10 Reasons Your Resume Isn't Getting You Interviews

If you're sending out lots of resumes without getting many calls for interviews, it's time to conclude that your resume isn't doing its job. If you're like most people, you're making at least a few of these mistakes--which will put your resume promptly in the "no" pile.

1. It's generic. If your resume reads just like dozens of other candidates', no employer is going to call you. Your resume needs to convey that you're an exceptional candidate, not just an average one who's no different from other applicants. Which leads us to?

2. It just lists duties and responsibilities, not accomplishments. In a job market that's flooded with candidates, a resume that reads like a series of job descriptions won't excite a hiring manager. What will excite a hiring manager is a resume that shows a track record of achievement, so you need to list specific accomplishments, not just duties.

3. It's full of dense paragraphs rather than bulleted lists. Employers will only skim your resume initially, not read it word-for-word, and large blocks of text are hard to skim. An employer will take in more information about you if you use simple bulleted points.

4. It leads with your education, even though you've been out of school for more than a few years. Generally, your education should go beneath your work experience, because employers are most interested in what work experience you've had. Leading with your education just buries what will make you most attractive to an employer.

5. It doesn't include the dates of employment for each job you've held. Employers want to know how long you were at each job and when.
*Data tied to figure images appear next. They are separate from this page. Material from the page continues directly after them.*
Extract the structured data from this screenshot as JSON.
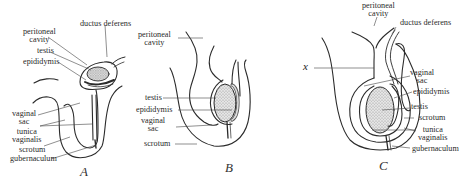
{
  "figure": {
    "panels": [
      {
        "id": "A",
        "letter": "A",
        "labels": {
          "peritoneal_cavity_1": "peritoneal",
          "peritoneal_cavity_2": "cavity",
          "ductus_deferens": "ductus deferens",
          "testis": "testis",
          "epididymis": "epididymis",
          "vaginal_sac_1": "vaginal",
          "vaginal_sac_2": "sac",
          "tunica_vaginalis_1": "tunica",
          "tunica_vaginalis_2": "vaginalis",
          "scrotum": "scrotum",
          "gubernaculum": "gubernaculum"
        }
      },
      {
        "id": "B",
        "letter": "B",
        "labels": {
          "peritoneal_cavity_1": "peritoneal",
          "peritoneal_cavity_2": "cavity",
          "testis": "testis",
          "epididymis": "epididymis",
          "vaginal_sac_1": "vaginal",
          "vaginal_sac_2": "sac",
          "scrotum": "scrotum"
        }
      },
      {
        "id": "C",
        "letter": "C",
        "x_marker": "x",
        "labels": {
          "peritoneal_cavity_1": "peritoneal",
          "peritoneal_cavity_2": "cavity",
          "ductus_deferens": "ductus deferens",
          "vaginal_sac_1": "vaginal",
          "vaginal_sac_2": "sac",
          "epididymis": "epididymis",
          "testis": "testis",
          "scrotum": "scrotum",
          "tunica_vaginalis_1": "tunica",
          "tunica_vaginalis_2": "vaginalis",
          "gubernaculum": "gubernaculum"
        }
      }
    ]
  },
  "colors": {
    "line": "#2b2b2b",
    "leader": "#444444",
    "stipple": "#9a9a9a",
    "background": "#ffffff"
  }
}
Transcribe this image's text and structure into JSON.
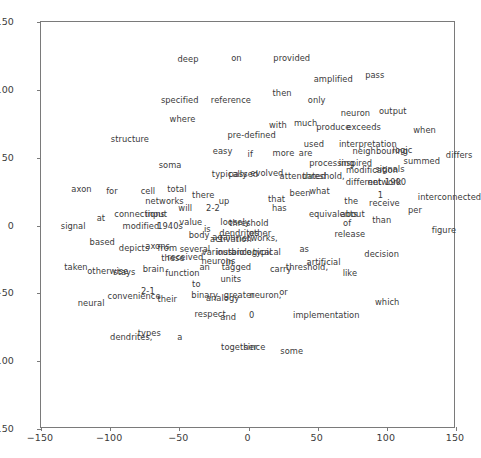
{
  "chart_data": {
    "type": "scatter",
    "title": "",
    "xlabel": "",
    "ylabel": "",
    "xlim": [
      -150,
      150
    ],
    "ylim": [
      -150,
      150
    ],
    "grid": false,
    "legend": null,
    "xticks": [
      -150,
      -100,
      -50,
      0,
      50,
      100,
      150
    ],
    "yticks": [
      -150,
      -100,
      -50,
      0,
      50,
      100,
      150
    ],
    "xticklabels": [
      "−150",
      "−100",
      "−50",
      "0",
      "50",
      "100",
      "150"
    ],
    "yticklabels": [
      "−150",
      "−100",
      "−50",
      "0",
      "50",
      "100",
      "150"
    ],
    "marker": "text",
    "point_labels": [
      {
        "text": "deep",
        "x": -43,
        "y": 122
      },
      {
        "text": "on",
        "x": -8,
        "y": 123
      },
      {
        "text": "provided",
        "x": 32,
        "y": 123
      },
      {
        "text": "amplified",
        "x": 62,
        "y": 107
      },
      {
        "text": "pass",
        "x": 92,
        "y": 110
      },
      {
        "text": "then",
        "x": 25,
        "y": 97
      },
      {
        "text": "specified",
        "x": -49,
        "y": 92
      },
      {
        "text": "reference",
        "x": -12,
        "y": 92
      },
      {
        "text": "only",
        "x": 50,
        "y": 92
      },
      {
        "text": "neuron",
        "x": 78,
        "y": 82
      },
      {
        "text": "output",
        "x": 105,
        "y": 84
      },
      {
        "text": "where",
        "x": -47,
        "y": 78
      },
      {
        "text": "with",
        "x": 22,
        "y": 73
      },
      {
        "text": "much",
        "x": 42,
        "y": 75
      },
      {
        "text": "produce",
        "x": 62,
        "y": 72
      },
      {
        "text": "exceeds",
        "x": 84,
        "y": 72
      },
      {
        "text": "when",
        "x": 128,
        "y": 70
      },
      {
        "text": "pre-defined",
        "x": 3,
        "y": 66
      },
      {
        "text": "structure",
        "x": -85,
        "y": 63
      },
      {
        "text": "interpretation",
        "x": 87,
        "y": 59
      },
      {
        "text": "neighbouring",
        "x": 96,
        "y": 54
      },
      {
        "text": "logic",
        "x": 112,
        "y": 55
      },
      {
        "text": "used",
        "x": 48,
        "y": 59
      },
      {
        "text": "easy",
        "x": -18,
        "y": 54
      },
      {
        "text": "if",
        "x": 2,
        "y": 52
      },
      {
        "text": "more",
        "x": 26,
        "y": 53
      },
      {
        "text": "are",
        "x": 42,
        "y": 53
      },
      {
        "text": "summed",
        "x": 126,
        "y": 47
      },
      {
        "text": "differs",
        "x": 153,
        "y": 51
      },
      {
        "text": "soma",
        "x": -56,
        "y": 44
      },
      {
        "text": "processing",
        "x": 61,
        "y": 45
      },
      {
        "text": "inspired",
        "x": 78,
        "y": 45
      },
      {
        "text": "modification",
        "x": 90,
        "y": 40
      },
      {
        "text": "signals",
        "x": 103,
        "y": 41
      },
      {
        "text": "typically",
        "x": -13,
        "y": 37
      },
      {
        "text": "passed",
        "x": -3,
        "y": 37
      },
      {
        "text": "evolved",
        "x": 14,
        "y": 38
      },
      {
        "text": "attenuated",
        "x": 40,
        "y": 36
      },
      {
        "text": "threshold,",
        "x": 55,
        "y": 36
      },
      {
        "text": "different",
        "x": 84,
        "y": 31
      },
      {
        "text": "network",
        "x": 99,
        "y": 31
      },
      {
        "text": "1900",
        "x": 107,
        "y": 31
      },
      {
        "text": "axon",
        "x": -120,
        "y": 26
      },
      {
        "text": "for",
        "x": -98,
        "y": 25
      },
      {
        "text": "cell",
        "x": -72,
        "y": 25
      },
      {
        "text": "total",
        "x": -51,
        "y": 26
      },
      {
        "text": "there",
        "x": -32,
        "y": 22
      },
      {
        "text": "been",
        "x": 38,
        "y": 23
      },
      {
        "text": "what",
        "x": 52,
        "y": 25
      },
      {
        "text": "1",
        "x": 96,
        "y": 22
      },
      {
        "text": "receive",
        "x": 99,
        "y": 16
      },
      {
        "text": "interconnected",
        "x": 146,
        "y": 20
      },
      {
        "text": "networks",
        "x": -60,
        "y": 17
      },
      {
        "text": "up",
        "x": -17,
        "y": 17
      },
      {
        "text": "that",
        "x": 21,
        "y": 19
      },
      {
        "text": "the",
        "x": 75,
        "y": 17
      },
      {
        "text": "will",
        "x": -45,
        "y": 12
      },
      {
        "text": "2-2",
        "x": -25,
        "y": 12
      },
      {
        "text": "has",
        "x": 23,
        "y": 12
      },
      {
        "text": "per",
        "x": 121,
        "y": 11
      },
      {
        "text": "connections",
        "x": -78,
        "y": 8
      },
      {
        "text": "input",
        "x": -66,
        "y": 8
      },
      {
        "text": "equivalents",
        "x": 62,
        "y": 8
      },
      {
        "text": "about",
        "x": 76,
        "y": 8
      },
      {
        "text": "at",
        "x": -106,
        "y": 5
      },
      {
        "text": "value",
        "x": -41,
        "y": 2
      },
      {
        "text": "loosely",
        "x": -9,
        "y": 2
      },
      {
        "text": "threshold",
        "x": 1,
        "y": 1
      },
      {
        "text": "of",
        "x": 72,
        "y": 1
      },
      {
        "text": "than",
        "x": 97,
        "y": 3
      },
      {
        "text": "signal",
        "x": -126,
        "y": -1
      },
      {
        "text": "modified",
        "x": -77,
        "y": -1
      },
      {
        "text": "1940s",
        "x": -56,
        "y": -1
      },
      {
        "text": "is",
        "x": -29,
        "y": -3
      },
      {
        "text": "dendrites",
        "x": -6,
        "y": -6
      },
      {
        "text": "other",
        "x": 9,
        "y": -6
      },
      {
        "text": "release",
        "x": 74,
        "y": -7
      },
      {
        "text": "figure",
        "x": 142,
        "y": -4
      },
      {
        "text": "body",
        "x": -35,
        "y": -8
      },
      {
        "text": "again",
        "x": -17,
        "y": -9
      },
      {
        "text": "activation",
        "x": -12,
        "y": -11
      },
      {
        "text": "networks,",
        "x": 7,
        "y": -10
      },
      {
        "text": "based",
        "x": -105,
        "y": -13
      },
      {
        "text": "depicts",
        "x": -82,
        "y": -17
      },
      {
        "text": "axons",
        "x": -65,
        "y": -16
      },
      {
        "text": "from",
        "x": -58,
        "y": -17
      },
      {
        "text": "several",
        "x": -38,
        "y": -18
      },
      {
        "text": "various",
        "x": -22,
        "y": -20
      },
      {
        "text": "instance,",
        "x": -9,
        "y": -20
      },
      {
        "text": "biological",
        "x": 3,
        "y": -20
      },
      {
        "text": "typical",
        "x": 14,
        "y": -20
      },
      {
        "text": "as",
        "x": 41,
        "y": -18
      },
      {
        "text": "decision",
        "x": 97,
        "y": -22
      },
      {
        "text": "these",
        "x": -54,
        "y": -25
      },
      {
        "text": "received",
        "x": -45,
        "y": -24
      },
      {
        "text": "neurons",
        "x": -21,
        "y": -27
      },
      {
        "text": "in",
        "x": -13,
        "y": -28
      },
      {
        "text": "artificial",
        "x": 55,
        "y": -28
      },
      {
        "text": "taken",
        "x": -124,
        "y": -31
      },
      {
        "text": "an",
        "x": -31,
        "y": -31
      },
      {
        "text": "tagged",
        "x": -8,
        "y": -31
      },
      {
        "text": "carry",
        "x": 24,
        "y": -33
      },
      {
        "text": "threshold,",
        "x": 43,
        "y": -31
      },
      {
        "text": "otherwise",
        "x": -101,
        "y": -34
      },
      {
        "text": "stays",
        "x": -89,
        "y": -35
      },
      {
        "text": "brain",
        "x": -68,
        "y": -33
      },
      {
        "text": "function",
        "x": -47,
        "y": -36
      },
      {
        "text": "like",
        "x": 74,
        "y": -36
      },
      {
        "text": "units",
        "x": -12,
        "y": -40
      },
      {
        "text": "to",
        "x": -37,
        "y": -44
      },
      {
        "text": "2-1",
        "x": -72,
        "y": -49
      },
      {
        "text": "convenience",
        "x": -82,
        "y": -53
      },
      {
        "text": "binary",
        "x": -31,
        "y": -52
      },
      {
        "text": "analogy",
        "x": -18,
        "y": -54
      },
      {
        "text": "greater",
        "x": -6,
        "y": -52
      },
      {
        "text": "neuron,",
        "x": 13,
        "y": -52
      },
      {
        "text": "or",
        "x": 26,
        "y": -50
      },
      {
        "text": "their",
        "x": -58,
        "y": -55
      },
      {
        "text": "neural",
        "x": -113,
        "y": -58
      },
      {
        "text": "which",
        "x": 101,
        "y": -57
      },
      {
        "text": "respect",
        "x": -27,
        "y": -66
      },
      {
        "text": "and",
        "x": -14,
        "y": -68
      },
      {
        "text": "0",
        "x": 3,
        "y": -67
      },
      {
        "text": "implementation",
        "x": 57,
        "y": -67
      },
      {
        "text": "types",
        "x": -71,
        "y": -80
      },
      {
        "text": "dendrites,",
        "x": -84,
        "y": -83
      },
      {
        "text": "a",
        "x": -49,
        "y": -83
      },
      {
        "text": "together",
        "x": -6,
        "y": -90
      },
      {
        "text": "since",
        "x": 5,
        "y": -90
      },
      {
        "text": "some",
        "x": 32,
        "y": -93
      }
    ]
  }
}
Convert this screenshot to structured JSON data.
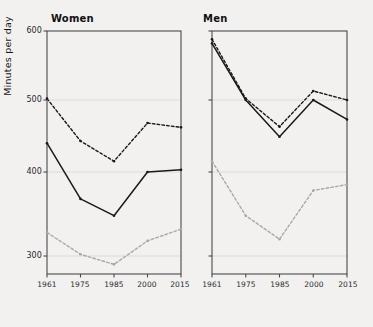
{
  "chart_data": {
    "type": "line",
    "title": "",
    "xlabel": "",
    "ylabel": "Minutes per day",
    "categories": [
      "1961",
      "1975",
      "1985",
      "2000",
      "2015"
    ],
    "x_tick_labels": [
      "1961",
      "1975",
      "1985",
      "2000",
      "2015"
    ],
    "y_tick_labels": [
      "600",
      "500",
      "400",
      "300"
    ],
    "y_ticks": [
      600,
      500,
      400,
      300
    ],
    "ylim": [
      250,
      600
    ],
    "xlim": [
      1961,
      2015
    ],
    "grid": "horizontal",
    "legend": "none",
    "panels": [
      {
        "name": "women-panel",
        "title": "Women",
        "series": [
          {
            "name": "women-dashed-upper",
            "style": "dashed",
            "color": "#1a1a1c",
            "values": [
              502,
              443,
              415,
              468,
              462
            ]
          },
          {
            "name": "women-solid",
            "style": "solid",
            "color": "#1a1a1c",
            "values": [
              440,
              368,
              348,
              400,
              403
            ]
          },
          {
            "name": "women-dashed-lower",
            "style": "dashed",
            "color": "#a9a9ab",
            "values": [
              328,
              302,
              290,
              318,
              332
            ]
          }
        ]
      },
      {
        "name": "men-panel",
        "title": "Men",
        "series": [
          {
            "name": "men-dashed-upper",
            "style": "dashed",
            "color": "#1a1a1c",
            "values": [
              588,
              502,
              463,
              513,
              500
            ]
          },
          {
            "name": "men-solid",
            "style": "solid",
            "color": "#1a1a1c",
            "values": [
              582,
              500,
              449,
              500,
              473
            ]
          },
          {
            "name": "men-dashed-lower",
            "style": "dashed",
            "color": "#a9a9ab",
            "values": [
              415,
              348,
              320,
              378,
              385
            ]
          }
        ]
      }
    ]
  },
  "colors": {
    "background": "#f2f1ef",
    "axis": "#4a4a4c",
    "grid": "#d8d7d4",
    "primary": "#1a1a1c",
    "secondary": "#a9a9ab"
  }
}
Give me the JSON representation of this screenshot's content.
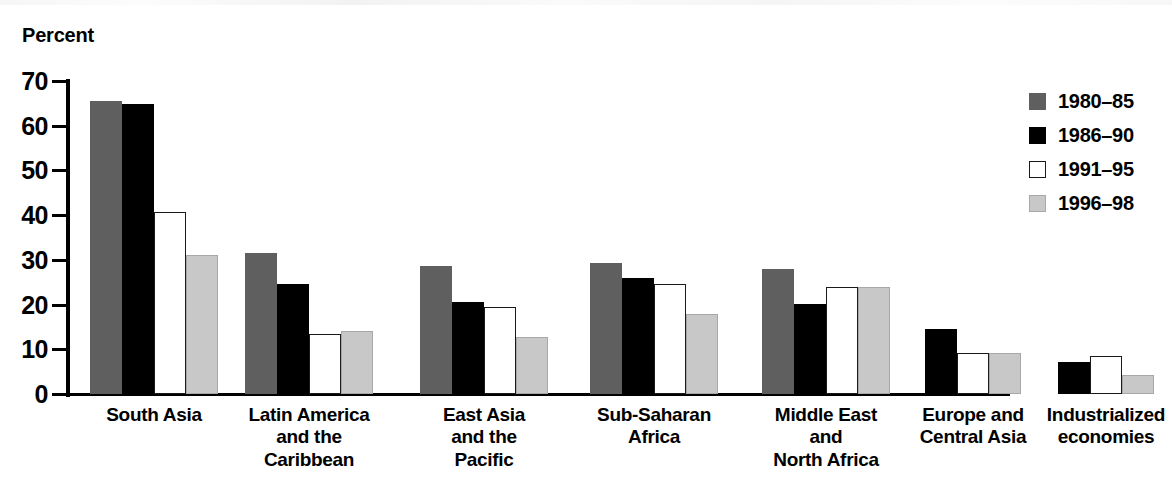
{
  "chart_data": {
    "type": "bar",
    "title": "",
    "xlabel": "",
    "ylabel": "Percent",
    "ylim": [
      0,
      70
    ],
    "yticks": [
      0,
      10,
      20,
      30,
      40,
      50,
      60,
      70
    ],
    "ytick_labels": [
      "0",
      "10",
      "20",
      "30",
      "40",
      "50",
      "60",
      "70"
    ],
    "grid": false,
    "legend_position": "right",
    "categories": [
      "South Asia",
      "Latin America and the Caribbean",
      "East Asia and the Pacific",
      "Sub-Saharan Africa",
      "Middle East and North Africa",
      "Europe and Central Asia",
      "Industrialized economies"
    ],
    "category_label_lines": [
      [
        "South Asia"
      ],
      [
        "Latin America",
        "and the",
        "Caribbean"
      ],
      [
        "East Asia",
        "and the",
        "Pacific"
      ],
      [
        "Sub-Saharan",
        "Africa"
      ],
      [
        "Middle East",
        "and",
        "North Africa"
      ],
      [
        "Europe and",
        "Central Asia"
      ],
      [
        "Industrialized",
        "economies"
      ]
    ],
    "series": [
      {
        "name": "1980–85",
        "color": "#5f5f5f",
        "values": [
          65.5,
          31.5,
          28.7,
          29.4,
          27.9,
          null,
          null
        ]
      },
      {
        "name": "1986–90",
        "color": "#000000",
        "values": [
          64.8,
          24.6,
          20.6,
          26.0,
          20.2,
          14.6,
          7.2
        ]
      },
      {
        "name": "1991–95",
        "color": "#ffffff",
        "values": [
          40.8,
          13.4,
          19.4,
          24.7,
          23.9,
          9.1,
          8.6
        ]
      },
      {
        "name": "1996–98",
        "color": "#c8c8c8",
        "values": [
          31.2,
          14.0,
          12.8,
          17.8,
          23.9,
          9.2,
          4.3
        ]
      }
    ]
  },
  "legend": {
    "items": [
      {
        "label": "1980–85"
      },
      {
        "label": "1986–90"
      },
      {
        "label": "1991–95"
      },
      {
        "label": "1996–98"
      }
    ]
  },
  "axis": {
    "y_title": "Percent"
  }
}
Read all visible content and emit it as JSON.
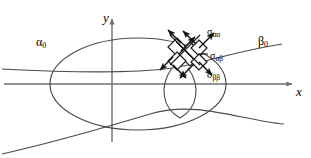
{
  "figure": {
    "type": "geometric-diagram",
    "background_color": "#ffffff",
    "axis_color": "#6e6e6e",
    "curve_color": "#4a4a4a",
    "arrow_color": "#1a1a1a",
    "axes": {
      "x_label": "x",
      "y_label": "y",
      "origin": {
        "x": 112,
        "y": 84
      },
      "x_axis_start": 4,
      "x_axis_end": 295,
      "y_axis_top": 16,
      "y_axis_bottom": 142
    },
    "curves": [
      {
        "name": "alpha-zero-curve",
        "label": "α",
        "label_subscript": "0",
        "label_full": "α₀",
        "shape": "ellipse",
        "center_x": 138,
        "center_y": 84,
        "radius_x": 88,
        "radius_y": 46
      },
      {
        "name": "beta-zero-curve",
        "label": "β",
        "label_subscript": "0",
        "label_full": "β₀",
        "shape": "hyperbola-branch-pair"
      },
      {
        "name": "small-loop-curve",
        "shape": "teardrop-loop"
      }
    ],
    "stress_labels": [
      {
        "name": "sigma-alpha-alpha",
        "symbol": "σ",
        "subscript": "αα",
        "full": "σαα",
        "position": {
          "x": 207,
          "y": 27
        }
      },
      {
        "name": "sigma-alpha-beta",
        "symbol": "σ",
        "subscript": "αβ",
        "full": "σαβ",
        "position": {
          "x": 210,
          "y": 51
        }
      },
      {
        "name": "sigma-beta-beta",
        "symbol": "σ",
        "subscript": "ββ",
        "full": "σββ",
        "position": {
          "x": 207,
          "y": 70
        }
      }
    ],
    "arrow_cluster": {
      "name": "stress-arrow-cluster",
      "center": {
        "x": 190,
        "y": 53
      },
      "arrow_count": 8,
      "central_shape": "diamond"
    }
  }
}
Resumes without clear dates are an immediate red flag that make hiring managers suspect you're hiding something.

6. It wastes space on things that are irrelevant, like descriptions of your employer's business. Some candidates devote two to three lines per job to describing the employer itself--its size and the nature of its business. Hiring managers might want that information when you move to the interview stage, but your resume isn't the place for it. Your resume should focus on you and you alone.

7. It's not specific. Employers want concrete specifics. It's not enough to say that you "revitalized" a department or "publicized" a program. What exactly did you do and what did it result in?

8. It includes everything you've ever done, rather than just the highlights. The longer your resume is, the less likely an employer is to see the parts you want them to see. The initial scan of your resume is about 20 seconds--do you want that divided among three pages, or do you want it focused on the most important things you want to convey? Short and concise means that employers are more likely to read the parts you most care about.

9. It includes irrelevant details, such as your age or your children's names. Yes, people really do this. Employers don't care about these details, and including them will come across as naive and unprofessional.

10. It describes you in subjective terms. Your resume is for experience and accomplishments only. It's not the place for subjective traits, like "great leadership skills," "strong writer," or "creative innovator." Hiring managers generally ignore anything subjective that an applicant writes about herself, because so many people's self-assessments are wildly inaccurate; they're looking for provable facts. If you have those traits, list the accomplishments that demonstrate them instead.

Alison Green writes the popular Ask a Manager blog, where she dispenses advice on career, job search, and management issues. She's also the co-author of Managing to Change the World: The Nonprofit Manager's Guide to Getting Results, and former chief of staff of a successful nonprofit organization, where she oversaw day-to-day staff management, hiring, firing, and employee development.